Toots warns of increasing espionage

  • 2012-09-19
  • From wire reports

FRONT AND CENTER: Convicted spy Hermann Simm delivered thousands of classified documents to Russian intelligence.

TALLINN - Hermann Simm, who was convicted of treason in 2009, gave at least 3,294 confidential documents of Estonian government institutions to the Russian foreign intelligence service, the SVR, reports the Estonian press citing an article that was published on Sept. 17 in the EUobserver.
Simm, an Estonian Defense Ministry official in charge of exchanging classified information with the EU and NATO, was jailed in 2009 for 12 years and 6 months for being a Russian spy.

He used to come to Brussels for NATO seminars. A senior EU official said that one of his contacts in the EU capital was Vasiliy Chizhov, a Russian diplomat and the son of Russia’s EU ambassador, Vladimir Chizhov. Vasiliy Chizhov was also thrown out of Belgium in 2009, EUobserver wrote in the article “Intelligence chief: EU capital is ‘spy capital.’”
The Estonian security police, the KaPo, told EUobserver that Simm gave Russia’s foreign intelligence service, the SVR, “at least” 3,294 internal Estonian documents. They include 386 EU- and NATO-related papers on communication systems, counter-intelligence and defense policy, some of which were classified ‘CONFIDENTIEL UE’ or ‘SECRET UE.’
KaPo’s counter-intelligence chief, Aleksander Toots, said: “They didn’t get the direct access keys to [EU and NATO] communications systems. They got some idea of how the systems work ... Of course, the SVR wanted that. But Simm couldn’t help them.”

He said the fiasco is a lesson on Russian espionage in Europe.
Toots explained that Simm’s handler was an SVR officer who pretended to be a Portuguese businessman in what is called “illegal cover.”

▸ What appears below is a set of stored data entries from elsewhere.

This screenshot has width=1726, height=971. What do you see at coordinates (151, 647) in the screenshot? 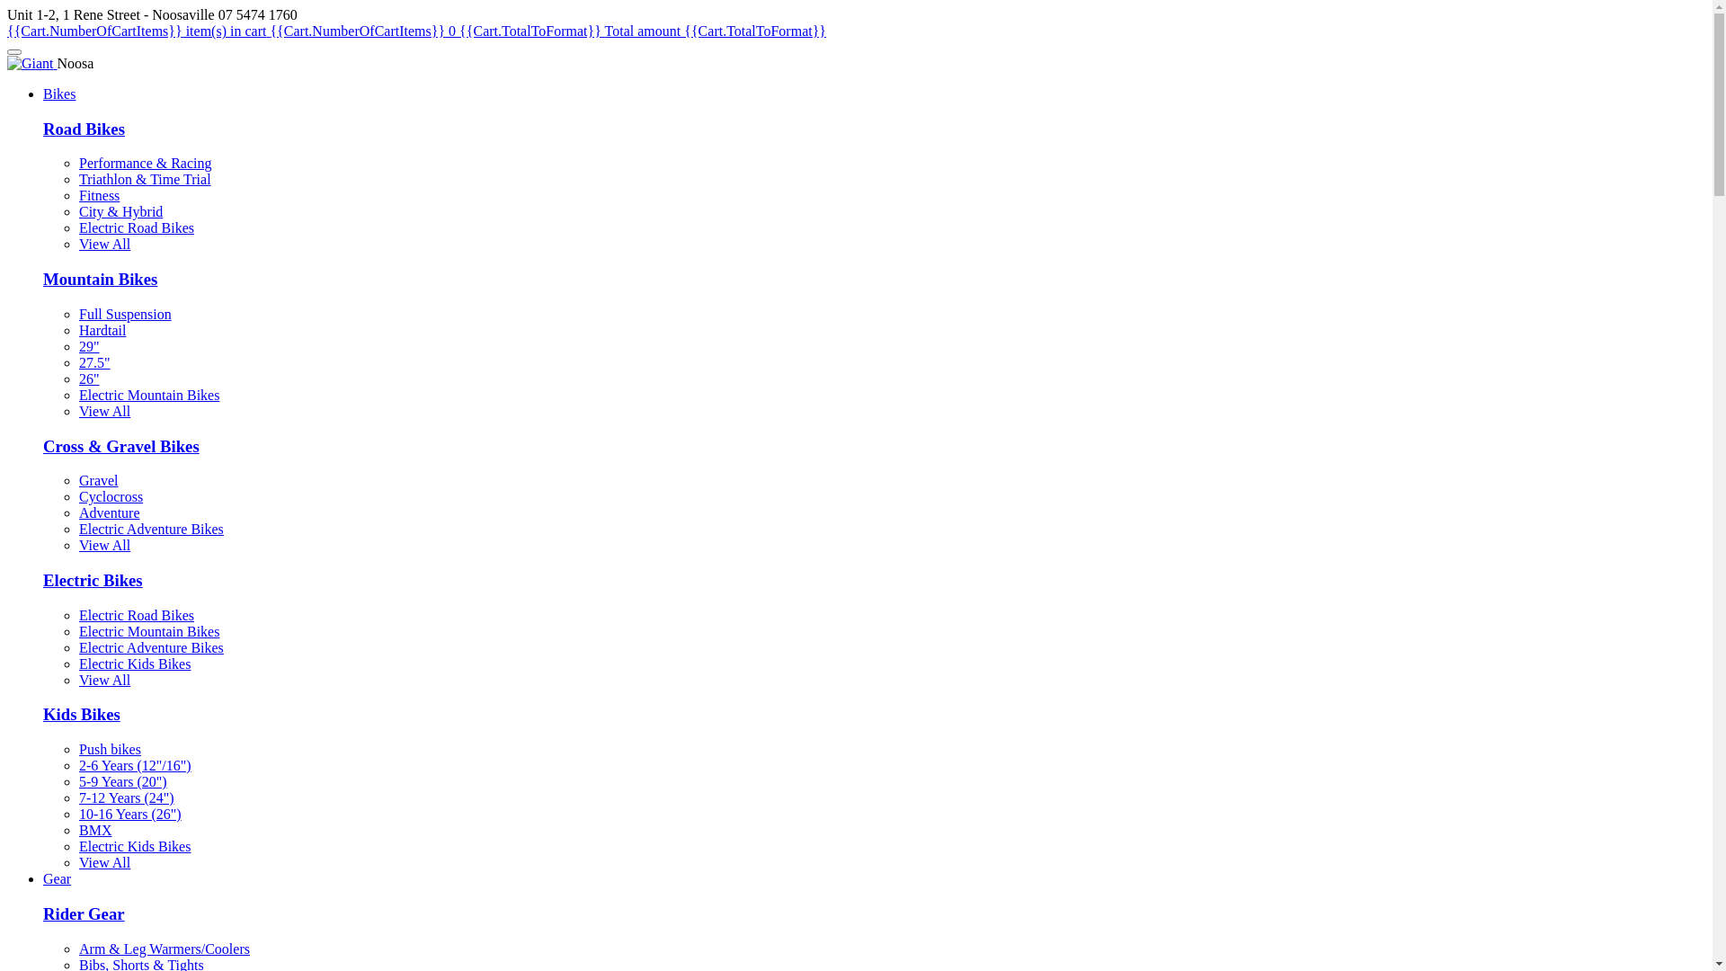
I see `Electric Adventure Bikes` at bounding box center [151, 647].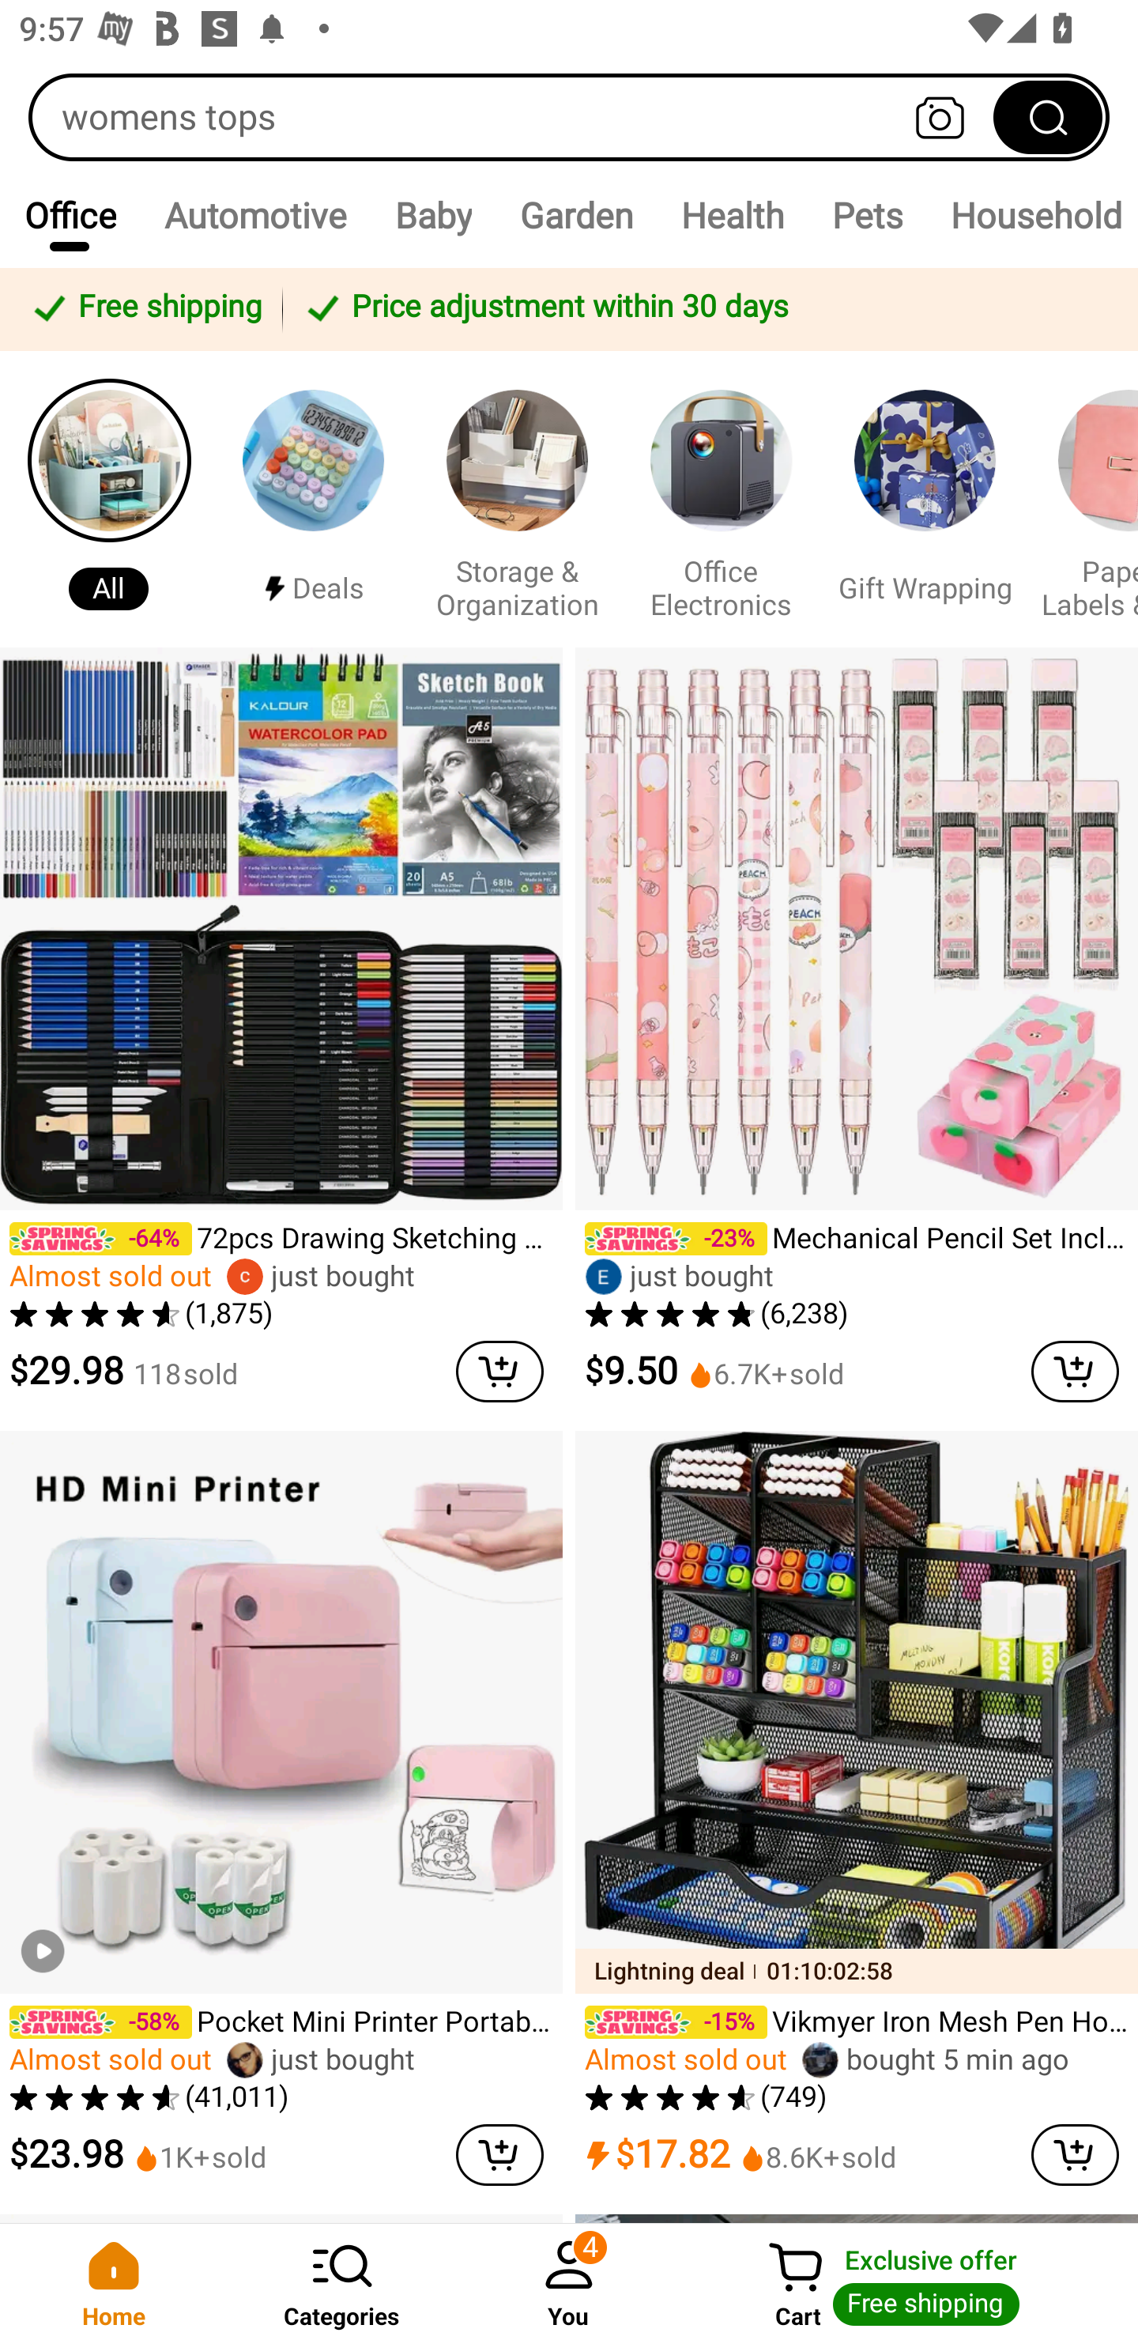 Image resolution: width=1138 pixels, height=2340 pixels. Describe the element at coordinates (145, 308) in the screenshot. I see `Free shipping` at that location.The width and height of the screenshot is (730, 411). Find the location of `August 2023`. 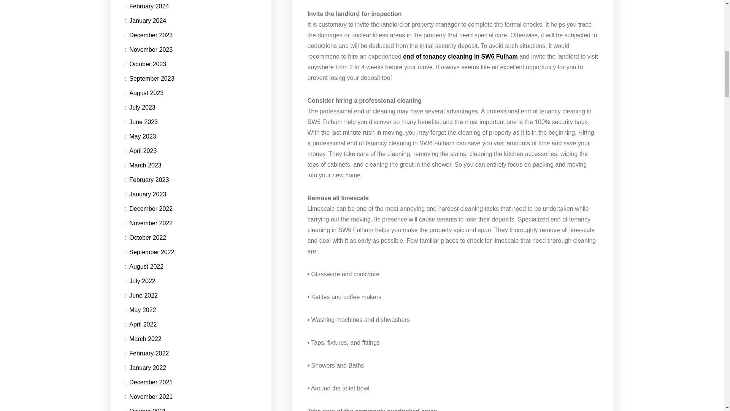

August 2023 is located at coordinates (144, 93). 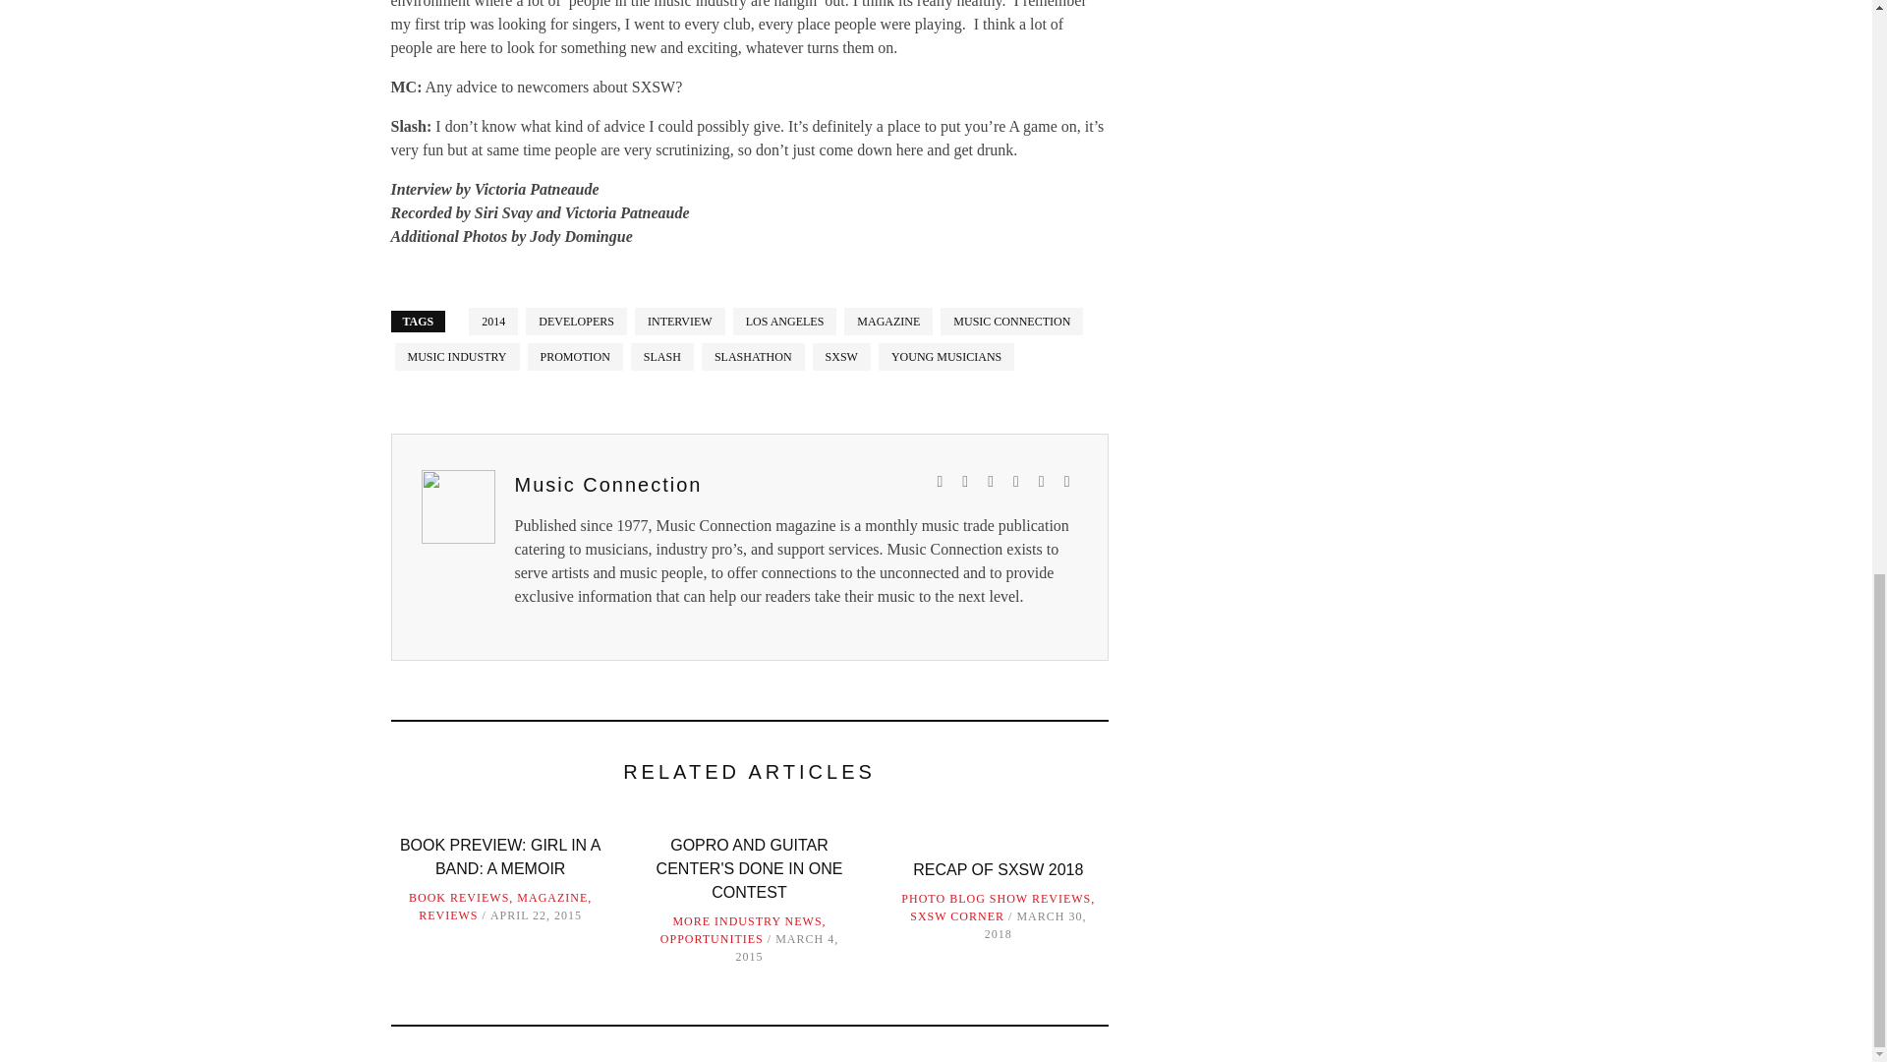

He said the SVR is more active in Western countries. But Russia’s internal service, the FSB, tends to operate in former Soviet-controlled EU countries and to target EU diplomats who visit Moscow in what is called “intelligence from home.”
He added that Russia stopped trying to recruit people on the basis of Communist ideology in the 1980s. It now uses money, compromise or ego.

Toots said that, in terms of espionage, the Cold War never ended. “We are quite sure that there is not a single EU country in which Russian intelligence services do not have capacities proportional to the size of the country... In Estonia, in the past 20 years, intelligence activity has constantly increased,” he said.
“The biggest mistake you can make in my line of work is to underestimate the services working against you,” he warned.
For his part, Russia’s EU ambassador, Vladimir Chizhov, called the Simm affair “ridiculous.” He said NATO used his son for an anti-Russia “PR case.”

He added, perhaps not surprisingly: “It’s part of misconceptions about Russia, and China too... Some of the newer member states of the European Union have yet to rid themselves of phobias of the past.”